The last time he spoke with Saratu was on April 14, 2014, when she rang to say men from the Islamist group Boko Haram had loaded her and her classmates from the Government Girls’ Secondary School in Chibok in Borno State onto trucks.
Attempts to reach her again failed and two years on, 219 girls abducted that night remain missing, despite a global campaign #bringbackourgirls involving celebrities and U.S. first lady Michelle Obama calling for them to be found.
The students are among an estimated 2,000 girls and boys abducted by the Boko Haram since the start of 2014, with many of those abducted used as sex slaves, fighters and even suicide bombers, according to an Amnesty International (AI) report.
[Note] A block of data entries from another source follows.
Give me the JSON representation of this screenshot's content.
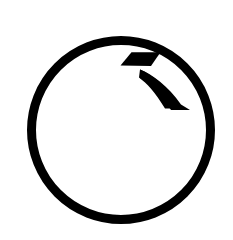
{
  "canvas": {
    "width": 233,
    "height": 240,
    "background_color": "#ffffff"
  },
  "divider": {
    "name": "left vertical rule",
    "color": "#d4d6d8",
    "x": 4,
    "width": 1,
    "height": 240
  },
  "logo": {
    "label": "circular logo mark",
    "ink_color": "#000000",
    "fill_color": "#ffffff",
    "ring": {
      "label": "outer circle outline",
      "center_x": 121,
      "center_y": 130,
      "radius": 94,
      "stroke_width": 9
    },
    "glyph": {
      "label": "stylized seven swoosh mark",
      "top_bar_label": "upper parallelogram bar",
      "wedge_label": "lower curved wedge"
    }
  },
  "alt_text": "Black circular outline logo with a stylized seven shaped mark in the upper right"
}
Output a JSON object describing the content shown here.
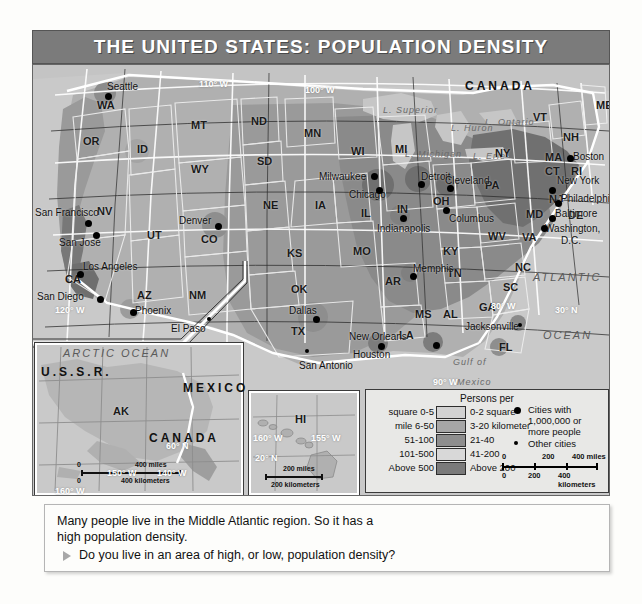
{
  "title": "THE UNITED STATES: POPULATION DENSITY",
  "map": {
    "countries": [
      {
        "name": "CANADA",
        "x": 432,
        "y": 14
      },
      {
        "name": "MEXICO",
        "x": 150,
        "y": 316
      },
      {
        "name": "U.S.S.R.",
        "x": 8,
        "y": 300
      },
      {
        "name": "CANADA",
        "x": 116,
        "y": 366
      }
    ],
    "oceans": [
      {
        "name": "ATLANTIC",
        "x": 500,
        "y": 206
      },
      {
        "name": "OCEAN",
        "x": 510,
        "y": 264
      },
      {
        "name": "Gulf of",
        "x": 420,
        "y": 292
      },
      {
        "name": "Mexico",
        "x": 424,
        "y": 312
      },
      {
        "name": "ARCTIC",
        "x": 30,
        "y": 282
      },
      {
        "name": "OCEAN",
        "x": 88,
        "y": 282
      },
      {
        "name": "L. Superior",
        "x": 350,
        "y": 40
      },
      {
        "name": "L. Michigan",
        "x": 372,
        "y": 84
      },
      {
        "name": "L. Huron",
        "x": 418,
        "y": 58
      },
      {
        "name": "L. Ontario",
        "x": 452,
        "y": 52
      },
      {
        "name": "L. Erie",
        "x": 440,
        "y": 86
      }
    ],
    "states": [
      {
        "ab": "WA",
        "x": 64,
        "y": 34
      },
      {
        "ab": "OR",
        "x": 50,
        "y": 70
      },
      {
        "ab": "ID",
        "x": 104,
        "y": 78
      },
      {
        "ab": "MT",
        "x": 158,
        "y": 54
      },
      {
        "ab": "ND",
        "x": 218,
        "y": 50
      },
      {
        "ab": "SD",
        "x": 224,
        "y": 90
      },
      {
        "ab": "MN",
        "x": 271,
        "y": 62
      },
      {
        "ab": "WI",
        "x": 318,
        "y": 80
      },
      {
        "ab": "MI",
        "x": 362,
        "y": 78
      },
      {
        "ab": "WY",
        "x": 158,
        "y": 98
      },
      {
        "ab": "NV",
        "x": 64,
        "y": 140
      },
      {
        "ab": "UT",
        "x": 114,
        "y": 164
      },
      {
        "ab": "CO",
        "x": 168,
        "y": 168
      },
      {
        "ab": "NE",
        "x": 230,
        "y": 134
      },
      {
        "ab": "IA",
        "x": 282,
        "y": 134
      },
      {
        "ab": "IL",
        "x": 328,
        "y": 142
      },
      {
        "ab": "IN",
        "x": 364,
        "y": 138
      },
      {
        "ab": "OH",
        "x": 400,
        "y": 130
      },
      {
        "ab": "PA",
        "x": 452,
        "y": 114
      },
      {
        "ab": "NY",
        "x": 462,
        "y": 82
      },
      {
        "ab": "VT",
        "x": 500,
        "y": 46
      },
      {
        "ab": "NH",
        "x": 530,
        "y": 66
      },
      {
        "ab": "ME",
        "x": 563,
        "y": 34
      },
      {
        "ab": "MA",
        "x": 512,
        "y": 86
      },
      {
        "ab": "CT",
        "x": 512,
        "y": 100
      },
      {
        "ab": "RI",
        "x": 538,
        "y": 100
      },
      {
        "ab": "NJ",
        "x": 516,
        "y": 128
      },
      {
        "ab": "DE",
        "x": 535,
        "y": 144
      },
      {
        "ab": "MD",
        "x": 493,
        "y": 143
      },
      {
        "ab": "WV",
        "x": 455,
        "y": 165
      },
      {
        "ab": "VA",
        "x": 489,
        "y": 166
      },
      {
        "ab": "KY",
        "x": 410,
        "y": 180
      },
      {
        "ab": "TN",
        "x": 414,
        "y": 202
      },
      {
        "ab": "NC",
        "x": 482,
        "y": 196
      },
      {
        "ab": "SC",
        "x": 470,
        "y": 216
      },
      {
        "ab": "GA",
        "x": 446,
        "y": 236
      },
      {
        "ab": "AL",
        "x": 410,
        "y": 243
      },
      {
        "ab": "MS",
        "x": 382,
        "y": 243
      },
      {
        "ab": "AR",
        "x": 352,
        "y": 210
      },
      {
        "ab": "LA",
        "x": 366,
        "y": 264
      },
      {
        "ab": "MO",
        "x": 320,
        "y": 180
      },
      {
        "ab": "KS",
        "x": 254,
        "y": 182
      },
      {
        "ab": "OK",
        "x": 258,
        "y": 218
      },
      {
        "ab": "TX",
        "x": 258,
        "y": 260
      },
      {
        "ab": "NM",
        "x": 156,
        "y": 224
      },
      {
        "ab": "AZ",
        "x": 104,
        "y": 224
      },
      {
        "ab": "CA",
        "x": 32,
        "y": 208
      },
      {
        "ab": "FL",
        "x": 466,
        "y": 276
      },
      {
        "ab": "AK",
        "x": 80,
        "y": 340
      },
      {
        "ab": "HI",
        "x": 262,
        "y": 348
      }
    ],
    "cities_major": [
      {
        "name": "Seattle",
        "lx": 74,
        "ly": 16,
        "dx": 72,
        "dy": 28
      },
      {
        "name": "San Francisco",
        "lx": 2,
        "ly": 142,
        "dx": 52,
        "dy": 155
      },
      {
        "name": "San Jose",
        "lx": 26,
        "ly": 172,
        "dx": 60,
        "dy": 167
      },
      {
        "name": "Los Angeles",
        "lx": 50,
        "ly": 196,
        "dx": 44,
        "dy": 206
      },
      {
        "name": "San Diego",
        "lx": 4,
        "ly": 226,
        "dx": 64,
        "dy": 231
      },
      {
        "name": "Phoenix",
        "lx": 102,
        "ly": 240,
        "dx": 97,
        "dy": 244
      },
      {
        "name": "Denver",
        "lx": 146,
        "ly": 150,
        "dx": 182,
        "dy": 158
      },
      {
        "name": "Dallas",
        "lx": 256,
        "ly": 240,
        "dx": 280,
        "dy": 251
      },
      {
        "name": "Houston",
        "lx": 320,
        "ly": 284,
        "dx": 345,
        "dy": 278
      },
      {
        "name": "New Orleans",
        "lx": 316,
        "ly": 266,
        "dx": 400,
        "dy": 277
      },
      {
        "name": "Milwaukee",
        "lx": 286,
        "ly": 106,
        "dx": 338,
        "dy": 108
      },
      {
        "name": "Chicago",
        "lx": 316,
        "ly": 124,
        "dx": 343,
        "dy": 122
      },
      {
        "name": "Detroit",
        "lx": 388,
        "ly": 106,
        "dx": 385,
        "dy": 116
      },
      {
        "name": "Cleveland",
        "lx": 412,
        "ly": 110,
        "dx": 414,
        "dy": 120
      },
      {
        "name": "Indianapolis",
        "lx": 344,
        "ly": 158,
        "dx": 367,
        "dy": 150
      },
      {
        "name": "Columbus",
        "lx": 416,
        "ly": 148,
        "dx": 410,
        "dy": 142
      },
      {
        "name": "Memphis",
        "lx": 380,
        "ly": 198,
        "dx": 377,
        "dy": 208
      },
      {
        "name": "Boston",
        "lx": 540,
        "ly": 86,
        "dx": 534,
        "dy": 90
      },
      {
        "name": "New York",
        "lx": 524,
        "ly": 110,
        "dx": 516,
        "dy": 122
      },
      {
        "name": "Philadelphia",
        "lx": 528,
        "ly": 128,
        "dx": 522,
        "dy": 135
      },
      {
        "name": "Baltimore",
        "lx": 522,
        "ly": 143,
        "dx": 516,
        "dy": 150
      },
      {
        "name": "Washington,",
        "lx": 512,
        "ly": 158,
        "dx": 508,
        "dy": 160
      },
      {
        "name": "D.C.",
        "lx": 528,
        "ly": 170,
        "dx": -99,
        "dy": -99
      }
    ],
    "cities_minor": [
      {
        "name": "El Paso",
        "lx": 138,
        "ly": 258,
        "dx": 174,
        "dy": 252
      },
      {
        "name": "San Antonio",
        "lx": 266,
        "ly": 295,
        "dx": 272,
        "dy": 284
      },
      {
        "name": "Jacksonville",
        "lx": 432,
        "ly": 256,
        "dx": 485,
        "dy": 258
      }
    ],
    "grid_labels": [
      {
        "t": "110° W",
        "x": 166,
        "y": 14,
        "w": true
      },
      {
        "t": "100° W",
        "x": 272,
        "y": 20,
        "w": true
      },
      {
        "t": "120° W",
        "x": 22,
        "y": 240,
        "w": true
      },
      {
        "t": "90° W",
        "x": 400,
        "y": 312,
        "w": true
      },
      {
        "t": "80° W",
        "x": 458,
        "y": 236,
        "w": true
      },
      {
        "t": "30° N",
        "x": 522,
        "y": 240,
        "w": true
      },
      {
        "t": "60° N",
        "x": 133,
        "y": 376,
        "w": true
      },
      {
        "t": "150° W",
        "x": 74,
        "y": 403,
        "w": true
      },
      {
        "t": "140° W",
        "x": 124,
        "y": 403,
        "w": true
      },
      {
        "t": "160° W",
        "x": 22,
        "y": 421,
        "w": true
      },
      {
        "t": "160° W",
        "x": 220,
        "y": 368,
        "w": true
      },
      {
        "t": "155° W",
        "x": 278,
        "y": 368,
        "w": true
      },
      {
        "t": "20° N",
        "x": 222,
        "y": 388,
        "w": true
      }
    ],
    "ak_scale": {
      "miles_zero": "0",
      "miles_val": "400",
      "miles_unit": "400 miles",
      "km_zero": "0",
      "km_unit": "400 kilometers"
    },
    "hi_scale": {
      "miles_unit": "200 miles",
      "km_unit": "200 kilometers"
    }
  },
  "legend": {
    "title": "Persons per",
    "rows": [
      {
        "left": "square 0-5",
        "right": "0-2 square",
        "color": "#d2d2d2"
      },
      {
        "left": "mile 6-50",
        "right": "3-20 kilometer",
        "color": "#a6a6a6"
      },
      {
        "left": "51-100",
        "right": "21-40",
        "color": "#8e8e8e"
      },
      {
        "left": "101-500",
        "right": "41-200",
        "color": "#d8d8d8"
      },
      {
        "left": "Above 500",
        "right": "Above 200",
        "color": "#7a7a7a"
      }
    ],
    "cities": [
      {
        "label1": "Cities with",
        "label2": "1,000,000 or",
        "label3": "more people",
        "size": "big"
      },
      {
        "label1": "Other cities",
        "label2": "",
        "label3": "",
        "size": "small"
      }
    ],
    "scale": {
      "miles_0": "0",
      "miles_200": "200",
      "miles_400": "400 miles",
      "km_0": "0",
      "km_200": "200",
      "km_400": "400 kilometers"
    }
  },
  "caption": {
    "line1": "Many people live in the Middle Atlantic region. So it has a",
    "line2": "high population density.",
    "question": "Do you live in an area of high, or low, population density?"
  },
  "colors": {
    "title_bar": "#7b7b7b",
    "map_bg": "#c9c9c9",
    "legend_bg": "#e8e8e6",
    "caption_bg": "#fdfdfb"
  }
}
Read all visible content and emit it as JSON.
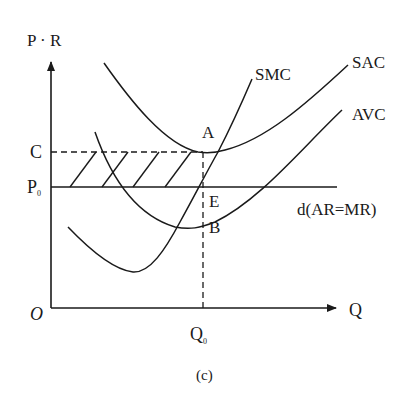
{
  "diagram": {
    "caption": "(c)",
    "axes": {
      "y_label": "P · R",
      "x_label": "Q",
      "origin_label": "O"
    },
    "levels": {
      "c_label": "C",
      "p0_label": "P",
      "p0_sub": "0",
      "q0_label": "Q",
      "q0_sub": "0"
    },
    "curves": {
      "smc": "SMC",
      "sac": "SAC",
      "avc": "AVC",
      "demand": "d(AR=MR)"
    },
    "points": {
      "a": "A",
      "e": "E",
      "b": "B"
    },
    "shaded_region": "loss rectangle between C and P0 from 0 to Q0"
  }
}
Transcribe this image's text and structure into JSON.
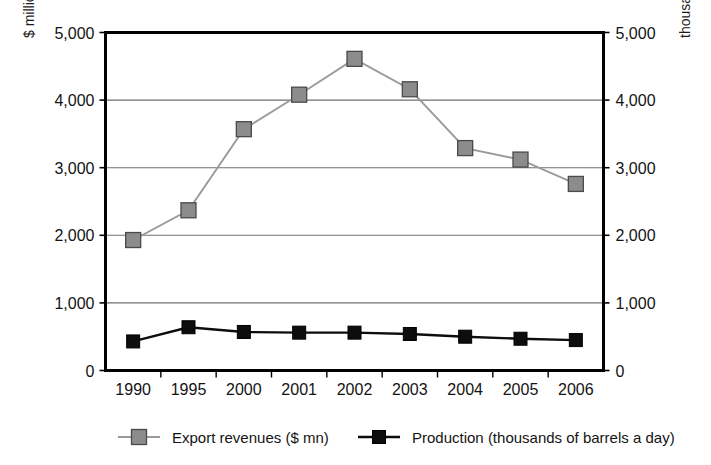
{
  "chart_data": {
    "type": "line",
    "title": "",
    "subtitle": "",
    "xlabel": "",
    "ylabel": "$ millions",
    "y2label": "thousands of barrels a day",
    "categories": [
      "1990",
      "1995",
      "2000",
      "2001",
      "2002",
      "2003",
      "2004",
      "2005",
      "2006"
    ],
    "ylim": [
      0,
      5000
    ],
    "y2lim": [
      0,
      5000
    ],
    "yticks": [
      "0",
      "1,000",
      "2,000",
      "3,000",
      "4,000",
      "5,000"
    ],
    "ytick_values": [
      0,
      1000,
      2000,
      3000,
      4000,
      5000
    ],
    "y2ticks": [
      "0",
      "1,000",
      "2,000",
      "3,000",
      "4,000",
      "5,000"
    ],
    "y2tick_values": [
      0,
      1000,
      2000,
      3000,
      4000,
      5000
    ],
    "grid": true,
    "grid_axis": "y",
    "legend_position": "bottom",
    "series": [
      {
        "name": "Export revenues ($ mn)",
        "axis": "left",
        "marker": "square",
        "marker_color": "#8c8c8c",
        "line_color": "#9a9a9a",
        "values": [
          1930,
          2370,
          3570,
          4080,
          4610,
          4160,
          3290,
          3120,
          2760
        ]
      },
      {
        "name": "Production (thousands of barrels a day)",
        "axis": "right",
        "marker": "square",
        "marker_color": "#0d0d0d",
        "line_color": "#0d0d0d",
        "values": [
          430,
          640,
          570,
          560,
          560,
          540,
          500,
          470,
          450
        ]
      }
    ]
  },
  "legend": {
    "items": [
      {
        "label": "Export revenues ($ mn)",
        "swatch": "gray-square-marker"
      },
      {
        "label": "Production (thousands of barrels a day)",
        "swatch": "black-square-marker"
      }
    ]
  },
  "colors": {
    "export_marker": "#8c8c8c",
    "export_line": "#9a9a9a",
    "production_marker": "#0d0d0d",
    "production_line": "#0d0d0d",
    "grid": "#6f6f6f",
    "axis": "#000000",
    "background": "#ffffff"
  }
}
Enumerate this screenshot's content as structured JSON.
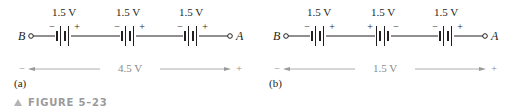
{
  "figure": {
    "caption_label": "FIGURE 5–23"
  },
  "panels": [
    {
      "id": "a",
      "sub_label": "(a)",
      "node_left": "B",
      "node_right": "A",
      "batteries": [
        {
          "voltage": "1.5 V",
          "left_polarity": "−",
          "right_polarity": "+"
        },
        {
          "voltage": "1.5 V",
          "left_polarity": "−",
          "right_polarity": "+"
        },
        {
          "voltage": "1.5 V",
          "left_polarity": "−",
          "right_polarity": "+"
        }
      ],
      "total_voltage": "4.5 V",
      "total_left_polarity": "−",
      "total_right_polarity": "+"
    },
    {
      "id": "b",
      "sub_label": "(b)",
      "node_left": "B",
      "node_right": "A",
      "batteries": [
        {
          "voltage": "1.5 V",
          "left_polarity": "−",
          "right_polarity": "+"
        },
        {
          "voltage": "1.5 V",
          "left_polarity": "+",
          "right_polarity": "−"
        },
        {
          "voltage": "1.5 V",
          "left_polarity": "−",
          "right_polarity": "+"
        }
      ],
      "total_voltage": "1.5 V",
      "total_left_polarity": "−",
      "total_right_polarity": "+"
    }
  ]
}
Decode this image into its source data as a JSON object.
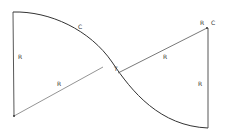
{
  "diagram": {
    "type": "reverse-curve geometry",
    "colors": {
      "stroke": "#333333",
      "radius_line": "#555555",
      "background": "#ffffff"
    },
    "labels": {
      "upper_curve": "C",
      "left_vertical_radius": "R",
      "left_diagonal_radius": "R",
      "tangent_point": "T",
      "right_diagonal_radius": "R",
      "right_corner_r": "R",
      "right_corner_c": "C",
      "right_vertical_radius": "R"
    }
  }
}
But when Yama returned the missed call that evening, a man answered. Yama hung up and rushed to the home of Yakubu Nkeki, chairman of the Association of Parents of the Abducted Girls from Chibok.
“He asked me what he should do,” Nkeki, 58, a schoolteacher, whose 17-year-old adopted daughter Maimuna Yakubu Usman is among those missing, told the Thomson Reuters Foundation.
Nkeki took the phone and redialled the number that was again answered by a man who said the phone belonged to his wife.
Reporting the matter to any of the armed personnel around Chibok was out of the question, so instead they informed a campaigner with the Bring Back Our Girls group, which advocates the return of the missing girls “now and alive”.
“We don’t know who to trust,” said Nkeki who has received physical threats for his efforts to keep the abduction of the Chibok girls in the headlines and the government’s sights with the abduction becoming a political issue for Nigerian leaders.
Providing counsel to parents of the missing Chibok girls is part of Nkeki’s role as chairman of the association. He also checks up on the parents to see if they need help at all.
“I check if they have food items or if someone is seriously sick,” he said. “If there is any issue, I call the committee members.”